Saturday, July 31, 2010

The Courage of Abraham Lincoln and Barack Obama

He was a little-known Senator of slight experience from Illinois. He won the trust of the American people with his articulate sincerity and his open hand always ready for a firm shake and a direct look in the eye. He came to Washington, D.C. by train. He was a rallying point and a lightning rod, and his name was Abraham Lincoln.

Faced with the terrible prospect of a nation divided against itself, a nation founded on the premise that all men are created equal and endowed by their creator with the right to life, liberty, and the pursuit of happiness, a nation which categorically denied these rights to a substantial class of society, choosing instead to subjugate them to the yoke of labor and menial and sexual indignity, to parse families in sale down the river, to use their women for their own bestial purposes, their men as if beasts, faced, I say, with this reality, which was combined with a sympathetic but largely apathetic counterpart in the other half of the nation, this courageous President had the vision to see the forces of economy, necessity and humanity in such conflict as would only allow two alternatives, which alternatives were the "yes" or the "no" to this question which had been suppressed but could no longer be suppressed: slavery. Would he have the courage to extend the right to life, liberty and the pursuit of happiness to all of the citizens over whom he presided? Would he have the wisdom to perceive the infection which was consuming the humanity of the body politic, and the painful but necessary--indeed the only--procedure which could lance the wound?

To the great benefit and relief of those American people living in the land which called itself the land of freedom but themselves denied the exercise of that freedom--indeed even the exercise of life itself--he did. He was willing to risk all because he perceived that his nation's Constitution was insufficient to protect the freedoms it had been designed to protect. He perceived that to amend that Constitution was an impossibility as long as the United States were divided along the lines of slavery, and that the proponents of slavery--men who claimed that those they enslaved were not "persons"--were willing to fight and die for their peculiar institution, choosing instead to call what they would defend with blood, the sword, and their lives and those of their families, their "way of life". This President of courage perceived that the history of man moves like the history of the rest of the earth: just as the face of the earth changes by massive, slow, imperceptible processes affecting millions of parts at once, and so also the single bolt of lightning can change a mountain to a valley in the moment of a single drop of rain as well as the same is done by countless years and drops of rain.

This man of courage was able to perceive that just as the United States were divided, some day we would be able to say that the United States is whole.

This man of courage was able to perceive that while untold thousands groaned under the yoke of indignity while their wives were raped or sold or murdered before their eyes, their children forcibly exposed to the elements or made sport of by the twisted imagination of the young slaver, the dignity of the human person could be restored by the stroke of the Presidential pen. So the United States was blessed to receive the Emancipation Proclamation, followed by the Thirteenth Amendment.

Friday our little-known Senator, our President with the earnest face, clarity of speech and open palm, the man who traveled by train through Baltimore on his way to Washington stopped with his pen the use of federal funds for the categorical denial in the state of Pennsylvania of the three fundamental rights of the human person which sparked the fuse of 1776 and ended with bombs bursting in air. It was those bombs which illuminated the night sky and told the young patriot who pined in his cell to know that equal rights would be guaranteed to all people.

And today, tomorrow, or some day while we look towards Washington, eager for the news of freedom, our young President may yet sign another Emancipation Proclamation. Barack Obama may yet earn a place alongside Abraham Lincoln, if he has the courage to extend the rights of the Declaration of Independence to all persons in this nation.

If he has the courage, our President can provide the stimulus for a new Constitutional Amendment, one that will guarantee the right to life, liberty and the pursuit of happiness for all persons of this nation from the beginning of life.

Will he have the courage to protect the largest class of our society, which is at once the meekest and most in need of our protection, as his chosen hero and role-model once did?

Will Barack Obama have the courage to issue a new Emancipation, really to be the next Abraham Lincoln?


What needs to be done: Every record must be restated exactly as written.

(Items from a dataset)
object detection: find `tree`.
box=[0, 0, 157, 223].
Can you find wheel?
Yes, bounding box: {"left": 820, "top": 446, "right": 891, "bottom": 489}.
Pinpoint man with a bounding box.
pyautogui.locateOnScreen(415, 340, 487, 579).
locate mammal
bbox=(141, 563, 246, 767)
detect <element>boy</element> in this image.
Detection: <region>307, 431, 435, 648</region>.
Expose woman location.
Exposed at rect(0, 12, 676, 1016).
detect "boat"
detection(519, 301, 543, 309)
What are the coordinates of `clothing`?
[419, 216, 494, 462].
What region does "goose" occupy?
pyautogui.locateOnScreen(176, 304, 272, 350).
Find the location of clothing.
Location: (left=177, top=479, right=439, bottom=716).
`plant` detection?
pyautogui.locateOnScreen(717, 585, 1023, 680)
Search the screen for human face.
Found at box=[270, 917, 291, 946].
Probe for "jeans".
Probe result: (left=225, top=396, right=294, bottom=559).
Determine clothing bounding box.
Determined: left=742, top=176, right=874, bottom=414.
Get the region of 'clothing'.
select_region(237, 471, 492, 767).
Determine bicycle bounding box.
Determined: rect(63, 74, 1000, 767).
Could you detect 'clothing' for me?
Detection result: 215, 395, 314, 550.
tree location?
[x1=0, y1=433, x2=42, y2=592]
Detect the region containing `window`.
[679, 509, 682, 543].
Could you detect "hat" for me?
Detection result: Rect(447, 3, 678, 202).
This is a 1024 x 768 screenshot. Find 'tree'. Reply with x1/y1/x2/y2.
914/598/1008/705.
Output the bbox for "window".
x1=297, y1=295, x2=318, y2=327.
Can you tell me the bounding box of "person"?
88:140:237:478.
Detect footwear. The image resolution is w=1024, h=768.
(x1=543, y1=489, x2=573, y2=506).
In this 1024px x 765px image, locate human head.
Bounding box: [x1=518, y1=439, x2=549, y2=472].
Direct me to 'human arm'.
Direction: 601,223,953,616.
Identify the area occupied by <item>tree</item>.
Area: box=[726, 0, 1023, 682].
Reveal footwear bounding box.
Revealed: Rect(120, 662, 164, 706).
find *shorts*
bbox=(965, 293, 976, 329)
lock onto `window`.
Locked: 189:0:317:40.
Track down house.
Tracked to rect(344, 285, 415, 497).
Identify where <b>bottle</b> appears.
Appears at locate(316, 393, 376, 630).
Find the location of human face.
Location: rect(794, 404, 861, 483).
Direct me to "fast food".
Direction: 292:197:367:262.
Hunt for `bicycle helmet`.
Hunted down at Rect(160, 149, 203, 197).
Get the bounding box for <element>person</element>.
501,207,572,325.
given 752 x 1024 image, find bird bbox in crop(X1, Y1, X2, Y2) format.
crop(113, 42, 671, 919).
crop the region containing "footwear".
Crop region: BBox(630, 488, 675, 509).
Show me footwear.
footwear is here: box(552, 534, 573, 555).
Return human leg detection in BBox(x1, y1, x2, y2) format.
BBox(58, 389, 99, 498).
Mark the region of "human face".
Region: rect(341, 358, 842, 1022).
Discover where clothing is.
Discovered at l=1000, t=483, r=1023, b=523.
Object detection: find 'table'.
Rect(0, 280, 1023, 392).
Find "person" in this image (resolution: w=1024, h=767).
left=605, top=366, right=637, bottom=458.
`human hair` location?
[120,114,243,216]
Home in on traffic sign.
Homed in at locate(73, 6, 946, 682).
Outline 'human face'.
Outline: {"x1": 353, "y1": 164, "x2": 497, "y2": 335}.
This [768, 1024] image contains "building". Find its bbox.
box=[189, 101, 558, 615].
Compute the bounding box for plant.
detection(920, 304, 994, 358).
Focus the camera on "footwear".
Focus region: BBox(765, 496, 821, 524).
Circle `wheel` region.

Exercise output:
object detection: find `tree`.
box=[0, 0, 157, 223].
Can you find wheel?
Yes, bounding box: {"left": 820, "top": 446, "right": 891, "bottom": 489}.
Pinpoint man with a bounding box.
pyautogui.locateOnScreen(415, 340, 487, 579).
locate mammal
bbox=(141, 563, 246, 767)
detect <element>boy</element> in this image.
Detection: <region>307, 431, 435, 648</region>.
Expose woman location.
Exposed at rect(0, 12, 676, 1016).
detect "boat"
detection(519, 301, 543, 309)
What are the coordinates of `clothing`?
[419, 216, 494, 462].
What region does "goose" occupy?
pyautogui.locateOnScreen(176, 304, 272, 350).
Find the location of clothing.
Location: (left=177, top=479, right=439, bottom=716).
`plant` detection?
pyautogui.locateOnScreen(717, 585, 1023, 680)
Search the screen for human face.
Found at box=[270, 917, 291, 946].
Probe for "jeans".
Probe result: (left=225, top=396, right=294, bottom=559).
Determine clothing bounding box.
Determined: left=742, top=176, right=874, bottom=414.
Get the region of 'clothing'.
select_region(237, 471, 492, 767).
Determine bicycle bounding box.
Determined: rect(63, 74, 1000, 767).
Could you detect 'clothing' for me?
Detection result: 215, 395, 314, 550.
tree location?
[x1=0, y1=433, x2=42, y2=592]
Detect the region containing `window`.
[679, 509, 682, 543].
Could you detect "hat" for me?
Detection result: Rect(447, 3, 678, 202).
This is a 1024 x 768 screenshot. Find 'tree'. Reply with x1/y1/x2/y2.
914/598/1008/705.
Output the bbox for "window".
x1=297, y1=295, x2=318, y2=327.
Can you tell me the bounding box of "person"?
88:140:237:478.
Detect footwear. The image resolution is w=1024, h=768.
(x1=543, y1=489, x2=573, y2=506).
In this 1024px x 765px image, locate human head.
Bounding box: [x1=518, y1=439, x2=549, y2=472].
Direct me to 'human arm'.
Direction: 601,223,953,616.
Identify the area occupied by <item>tree</item>.
Area: box=[726, 0, 1023, 682].
Reveal footwear bounding box.
Revealed: Rect(120, 662, 164, 706).
find *shorts*
bbox=(965, 293, 976, 329)
lock onto `window`.
Locked: 189:0:317:40.
Track down house.
Tracked to rect(344, 285, 415, 497).
Identify where <b>bottle</b> appears.
Appears at locate(316, 393, 376, 630).
Find the location of human face.
Location: rect(794, 404, 861, 483).
Direct me to "fast food".
Direction: 292:197:367:262.
Hunt for `bicycle helmet`.
Hunted down at Rect(160, 149, 203, 197).
Get the bounding box for <element>person</element>.
501,207,572,325.
given 752 x 1024 image, find bird bbox in crop(X1, Y1, X2, Y2) format.
crop(113, 42, 671, 919).
crop the region containing "footwear".
Crop region: BBox(630, 488, 675, 509).
Show me footwear.
footwear is here: box(552, 534, 573, 555).
Return human leg detection in BBox(x1, y1, x2, y2) format.
BBox(58, 389, 99, 498).
Mark the region of "human face".
Region: rect(341, 358, 842, 1022).
Discover where clothing is.
Discovered at l=1000, t=483, r=1023, b=523.
Object detection: find 'table'.
Rect(0, 280, 1023, 392).
Find "person" in this image (resolution: w=1024, h=767).
left=605, top=366, right=637, bottom=458.
`human hair` location?
[120,114,243,216]
Home in on traffic sign.
Homed in at locate(73, 6, 946, 682).
Outline 'human face'.
Outline: {"x1": 353, "y1": 164, "x2": 497, "y2": 335}.
This [768, 1024] image contains "building". Find its bbox.
box=[189, 101, 558, 615].
Compute the bounding box for plant.
detection(920, 304, 994, 358).
Focus the camera on "footwear".
Focus region: BBox(765, 496, 821, 524).
Circle `wheel` region.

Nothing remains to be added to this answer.